Rivulus Dominarum is a town of many names. When the people represented by the Piaţa Cetăţii skeletal collection called it home, the town was known as Rivulus Dominarum, which is where our project gets its name. Between the 19th century and the end of World War I, the town was known by the Hungarian name of Nagybanya. Following the end of the war and the dissolution of the Austro-Hungarian Empire, the town, along with most of Transylvania became officially part of the Kingdom of Romania. Despite reverting back to Hungarian control briefly during World War II, Transylvania remains Romanian and Rivulus Dominarum is now known by the Romanian name of Baia Mare, or “Big Mine”.
Maramureș county, where contemporary Baia Mare is located, was the metallurgical epicenter of Transylvania for almost 3,000 years. During the medieval era, Rivulus Dominarum was one of the most important Transylvanian mining towns in the Kingdom of Hungary, enjoying special privileges and social freedoms denied non-mining towns. With its long and continuous history of gold mining, the town represents an incredible opportunity to study the impact of mining and its biosocial consequences.
The analysis of the Piaţa Cetăţii skeletal collection, which you will play an instrumental part in formulating, is just one aspect of what promises to be a lengthy list of future research projects in Baia Mare. Very few bioarchaeological studies of mining exist, and fewer still that consider the biosocial role that mining played in mortality, community health, and social identity both inside and outside of the mines. Rivulus Dominarum Bioarchaeology places the embodiment of mining and its biosocial consequences within the larger community at the epicenter of our project; for this reason, we will not be attempting to determine who did and did not work directly in the mines. Mining will instead be studied as it would have been experienced by the individuals represented by the Piaţa Cetăţii skeletal collection: as a phenomenon that would have impacted the biological and social lives of all the inhabitants of the mining town, in one form or another. These impacts would have included not only injury or death in the mines, but also illnesses contracted through contaminated drinking water, congenital disorders resulting from maternal exposure to heavy metals, or injuries sustained through domestic abuse in mining households. Each of these biological consequences would have created social ramifications that would have reverberated throughout the entire community of Rivulus Dominarum.

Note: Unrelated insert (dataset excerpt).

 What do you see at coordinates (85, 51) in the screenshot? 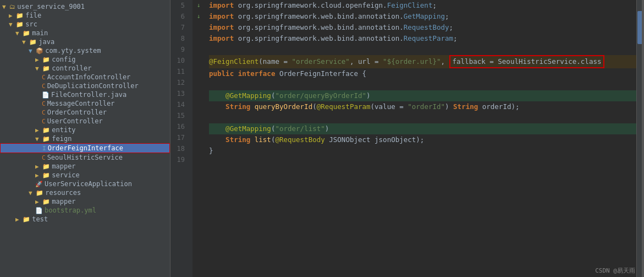
I see `tree-item-package: ▼ 📦 com.yty.system` at bounding box center [85, 51].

As a participant in Rivulus Dominarum Bioarchaeology’s 2024 Transylvanian Laboratory Project, you will create biological profiles of the Piaţa Cetăţii skeletal collection. These estimates of sex and age-at-death, along with inventories of paleopathology and skeletal trauma endured by each individual, will shed light on who was experiencing the biological consequences of mining and what the social ramifications of those consequences were within the larger community of 14th-17th century Rivulus Dominarum.